Skip to content

ADR-0008: Enable ty rules progressively from a baseline of all-ignored

ACCEPTED

Author: Open Chat Studio · Created: 2026-05-27

Extends: ADR-0007

Context

A clean ty run reports ~3,332 diagnostics, dominated by unresolved-attribute (~2,417), invalid-argument-type (~369), and invalid-assignment (~109), even after the django-types stubs (ADR-0007) cut the Django noise. Turning ty on with defaults and blocking CI would either freeze development behind a multi-week cleanup or push contributors toward blanket suppressions.

The distribution is uneven: many rules have zero or a handful of violations (high-signal, cheap to lock in) while a few account for most of the noise. We want regression prevention now, plus a path to grow coverage without big-bang merges.

Decision

We will baseline ty with all = "ignore" in [tool.ty.rules], then promote individual rules to "error" one at a time, prioritising rules with zero or very few violations.

  • The CI type-check job runs with continue-on-error: true so violations surface as warnings, not merge blockers; the job is gated to non-main branches (if: github.ref != 'refs/heads/main').
  • Generated and out-of-scope trees (migrations/, locust/, docs/plans/) are excluded under [tool.ty.src].
  • Unavoidable suppressions use scoped # ty: ignore[rule-name], never blanket # type: ignore.
  • A future change flips CI to blocking by removing continue-on-error.

Consequences

  • Positive: Each rule enablement is a small, reviewable PR.
  • Positive: A rule gains regression prevention the moment it moves to "error".
  • Positive: Contributors are never blocked by pre-existing type debt.
  • Positive: The per-rule list in [tool.ty.rules] documents which rules we trust today.
  • Negative: The rule list grows long and must track ty's evolving catalogue across beta releases.
  • Negative: While CI is non-blocking, regressions on disabled rules can land without immediate signal.

Alternatives considered

  • Enable all rules and block CI from day one → rejected; requires fixing or suppressing 3,000+ diagnostics before anything else can merge.
  • Enable all rules with a blanket repo-wide # ty: ignore sweep → rejected; produces noise without value and trains reflexive suppression.
  • Per-app or per-directory rollout instead of per-rule → rejected; a real bug in an unreached rule is just as bad in a "covered" app, and per-rule matches how diagnostics distribute.
  • Keep ty out of CI entirely, run locally only → rejected; loses the continuous regression prevention that motivated adopting ty.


**Task requirements**
From the data below, repeat everything exactly except the images.

**Records for this task**
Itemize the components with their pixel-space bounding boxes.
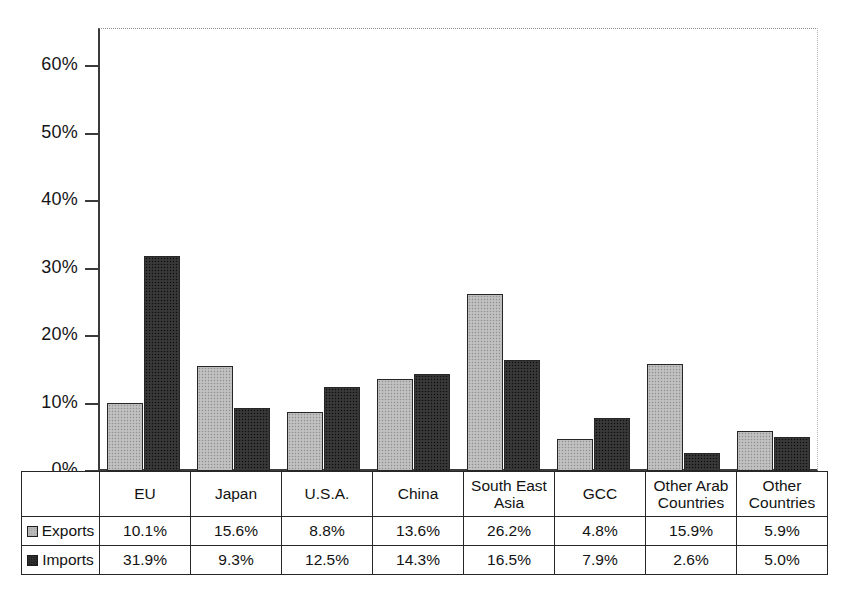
y-axis-tick-label: 60% (2, 54, 78, 75)
chart-figure: 0%10%20%30%40%50%60% EUJapanU.S.A.ChinaS… (0, 0, 845, 597)
bar-group (188, 28, 278, 471)
bar-imports (684, 453, 720, 471)
table-cell-value: 16.5% (464, 546, 555, 575)
table-cell-value: 15.9% (646, 517, 737, 546)
exports-swatch-icon (27, 526, 38, 537)
y-axis-tick-label: 40% (2, 189, 78, 210)
table-category-header: U.S.A. (282, 472, 373, 517)
table-cell-value: 31.9% (100, 546, 191, 575)
category-label-line: China (373, 485, 463, 502)
data-table: EUJapanU.S.A.ChinaSouth EastAsiaGCCOther… (21, 471, 828, 575)
bar-group (458, 28, 548, 471)
bar-group (548, 28, 638, 471)
bar-group (98, 28, 188, 471)
y-axis-tick-label: 30% (2, 257, 78, 278)
bar-group (638, 28, 728, 471)
table-cell-value: 2.6% (646, 546, 737, 575)
bar-imports (594, 418, 630, 471)
table-cell-value: 13.6% (373, 517, 464, 546)
data-table-wrapper: EUJapanU.S.A.ChinaSouth EastAsiaGCCOther… (21, 471, 818, 574)
y-axis-tick-label: 10% (2, 392, 78, 413)
y-axis-tick-label: 20% (2, 324, 78, 345)
table-row: Imports31.9%9.3%12.5%14.3%16.5%7.9%2.6%5… (22, 546, 828, 575)
category-label-line: Asia (464, 494, 554, 511)
bar-exports (197, 366, 233, 471)
legend-item-label: Imports (42, 551, 94, 568)
table-category-header: South EastAsia (464, 472, 555, 517)
y-axis-tick-mark (85, 65, 98, 67)
table-cell-value: 4.8% (555, 517, 646, 546)
bar-imports (144, 256, 180, 471)
y-axis-tick-mark (85, 335, 98, 337)
table-cell-value: 14.3% (373, 546, 464, 575)
legend-item-imports: Imports (22, 546, 100, 575)
category-label-line: GCC (555, 485, 645, 502)
category-label-line: U.S.A. (282, 485, 372, 502)
table-category-header: GCC (555, 472, 646, 517)
legend-item-label: Exports (42, 522, 95, 539)
category-label-line: Other Arab (646, 477, 736, 494)
imports-swatch-icon (27, 555, 38, 566)
table-header-row: EUJapanU.S.A.ChinaSouth EastAsiaGCCOther… (22, 472, 828, 517)
table-cell-value: 5.9% (737, 517, 828, 546)
table-category-header: Other ArabCountries (646, 472, 737, 517)
bar-exports (737, 431, 773, 471)
table-cell-value: 12.5% (282, 546, 373, 575)
bar-group (728, 28, 818, 471)
bar-exports (377, 379, 413, 471)
table-cell-value: 5.0% (737, 546, 828, 575)
category-label-line: Japan (191, 485, 281, 502)
table-row: Exports10.1%15.6%8.8%13.6%26.2%4.8%15.9%… (22, 517, 828, 546)
table-cell-value: 26.2% (464, 517, 555, 546)
category-label-line: EU (100, 485, 190, 502)
bar-group (368, 28, 458, 471)
bar-exports (107, 403, 143, 471)
table-category-header: Japan (191, 472, 282, 517)
table-cell-value: 9.3% (191, 546, 282, 575)
bar-exports (467, 294, 503, 471)
table-cell-value: 10.1% (100, 517, 191, 546)
y-axis-tick-mark (85, 200, 98, 202)
bar-group (278, 28, 368, 471)
table-category-header: EU (100, 472, 191, 517)
category-label-line: South East (464, 477, 554, 494)
table-corner-blank (22, 472, 100, 517)
bar-imports (324, 387, 360, 471)
category-label-line: Countries (737, 494, 827, 511)
bars-layer (98, 28, 818, 471)
bar-exports (647, 364, 683, 471)
category-label-line: Countries (646, 494, 736, 511)
bar-exports (557, 439, 593, 471)
legend-item-exports: Exports (22, 517, 100, 546)
bar-imports (504, 360, 540, 471)
bar-imports (414, 374, 450, 471)
bar-imports (234, 408, 270, 471)
y-axis-tick-mark (85, 403, 98, 405)
y-axis-tick-mark (85, 268, 98, 270)
bar-exports (287, 412, 323, 471)
table-category-header: OtherCountries (737, 472, 828, 517)
bar-imports (774, 437, 810, 471)
y-axis-tick-mark (85, 133, 98, 135)
table-cell-value: 15.6% (191, 517, 282, 546)
table-cell-value: 8.8% (282, 517, 373, 546)
table-cell-value: 7.9% (555, 546, 646, 575)
category-label-line: Other (737, 477, 827, 494)
y-axis-tick-label: 50% (2, 122, 78, 143)
table-category-header: China (373, 472, 464, 517)
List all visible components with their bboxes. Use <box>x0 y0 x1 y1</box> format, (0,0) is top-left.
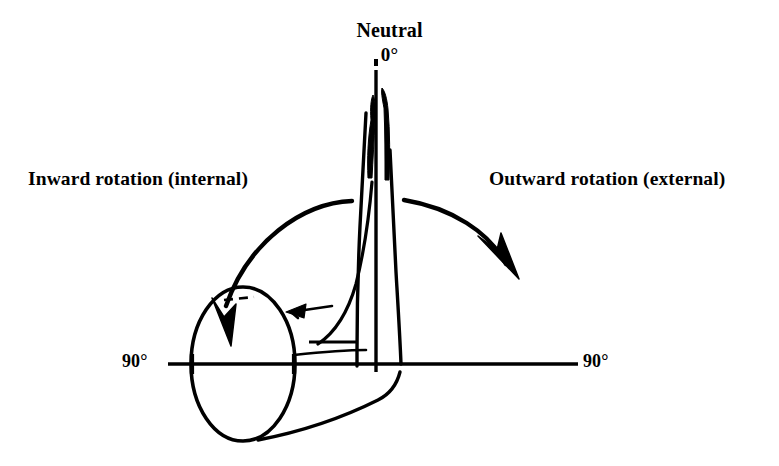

**Solved problem**
Itemize the components with their pixel-space bounding boxes.
y-axis-tick-label: 60% (2, 54, 78, 75)
chart-figure: 0%10%20%30%40%50%60% EUJapanU.S.A.ChinaS… (0, 0, 845, 597)
bar-group (188, 28, 278, 471)
bar-imports (684, 453, 720, 471)
table-cell-value: 16.5% (464, 546, 555, 575)
table-cell-value: 15.9% (646, 517, 737, 546)
exports-swatch-icon (27, 526, 38, 537)
y-axis-tick-label: 40% (2, 189, 78, 210)
table-category-header: U.S.A. (282, 472, 373, 517)
table-cell-value: 31.9% (100, 546, 191, 575)
category-label-line: China (373, 485, 463, 502)
data-table: EUJapanU.S.A.ChinaSouth EastAsiaGCCOther… (21, 471, 828, 575)
bar-group (458, 28, 548, 471)
bar-group (548, 28, 638, 471)
bar-group (98, 28, 188, 471)
y-axis-tick-label: 30% (2, 257, 78, 278)
bar-group (638, 28, 728, 471)
table-cell-value: 2.6% (646, 546, 737, 575)
bar-imports (594, 418, 630, 471)
table-cell-value: 13.6% (373, 517, 464, 546)
data-table-wrapper: EUJapanU.S.A.ChinaSouth EastAsiaGCCOther… (21, 471, 818, 574)
y-axis-tick-label: 10% (2, 392, 78, 413)
y-axis-tick-label: 20% (2, 324, 78, 345)
table-row: Imports31.9%9.3%12.5%14.3%16.5%7.9%2.6%5… (22, 546, 828, 575)
category-label-line: Asia (464, 494, 554, 511)
bar-exports (197, 366, 233, 471)
legend-item-label: Imports (42, 551, 94, 568)
table-category-header: South EastAsia (464, 472, 555, 517)
y-axis-tick-mark (85, 65, 98, 67)
table-cell-value: 4.8% (555, 517, 646, 546)
bar-imports (144, 256, 180, 471)
y-axis-tick-mark (85, 335, 98, 337)
table-cell-value: 14.3% (373, 546, 464, 575)
legend-item-imports: Imports (22, 546, 100, 575)
category-label-line: GCC (555, 485, 645, 502)
category-label-line: U.S.A. (282, 485, 372, 502)
table-category-header: GCC (555, 472, 646, 517)
legend-item-label: Exports (42, 522, 95, 539)
category-label-line: Other Arab (646, 477, 736, 494)
imports-swatch-icon (27, 555, 38, 566)
table-header-row: EUJapanU.S.A.ChinaSouth EastAsiaGCCOther… (22, 472, 828, 517)
table-cell-value: 5.9% (737, 517, 828, 546)
table-category-header: Other ArabCountries (646, 472, 737, 517)
bar-exports (737, 431, 773, 471)
table-cell-value: 12.5% (282, 546, 373, 575)
bar-group (728, 28, 818, 471)
bar-exports (377, 379, 413, 471)
table-cell-value: 5.0% (737, 546, 828, 575)
category-label-line: Japan (191, 485, 281, 502)
table-row: Exports10.1%15.6%8.8%13.6%26.2%4.8%15.9%… (22, 517, 828, 546)
table-cell-value: 26.2% (464, 517, 555, 546)
category-label-line: EU (100, 485, 190, 502)
bar-group (368, 28, 458, 471)
bar-exports (107, 403, 143, 471)
table-category-header: Japan (191, 472, 282, 517)
table-cell-value: 9.3% (191, 546, 282, 575)
bar-exports (467, 294, 503, 471)
table-cell-value: 10.1% (100, 517, 191, 546)
y-axis-tick-mark (85, 200, 98, 202)
bar-group (278, 28, 368, 471)
table-category-header: EU (100, 472, 191, 517)
category-label-line: South East (464, 477, 554, 494)
table-corner-blank (22, 472, 100, 517)
bar-imports (324, 387, 360, 471)
category-label-line: Countries (737, 494, 827, 511)
bars-layer (98, 28, 818, 471)
bar-exports (647, 364, 683, 471)
category-label-line: Countries (646, 494, 736, 511)
bar-exports (557, 439, 593, 471)
legend-item-exports: Exports (22, 517, 100, 546)
bar-imports (504, 360, 540, 471)
bar-imports (414, 374, 450, 471)
bar-imports (234, 408, 270, 471)
y-axis-tick-mark (85, 403, 98, 405)
y-axis-tick-mark (85, 268, 98, 270)
bar-exports (287, 412, 323, 471)
table-category-header: OtherCountries (737, 472, 828, 517)
bar-imports (774, 437, 810, 471)
y-axis-tick-mark (85, 133, 98, 135)
table-cell-value: 15.6% (191, 517, 282, 546)
table-cell-value: 8.8% (282, 517, 373, 546)
table-cell-value: 7.9% (555, 546, 646, 575)
category-label-line: Other (737, 477, 827, 494)
y-axis-tick-label: 50% (2, 122, 78, 143)
table-category-header: China (373, 472, 464, 517)
List all visible components with their bboxes. Use <box>x0 y0 x1 y1</box> format, (0,0) is top-left.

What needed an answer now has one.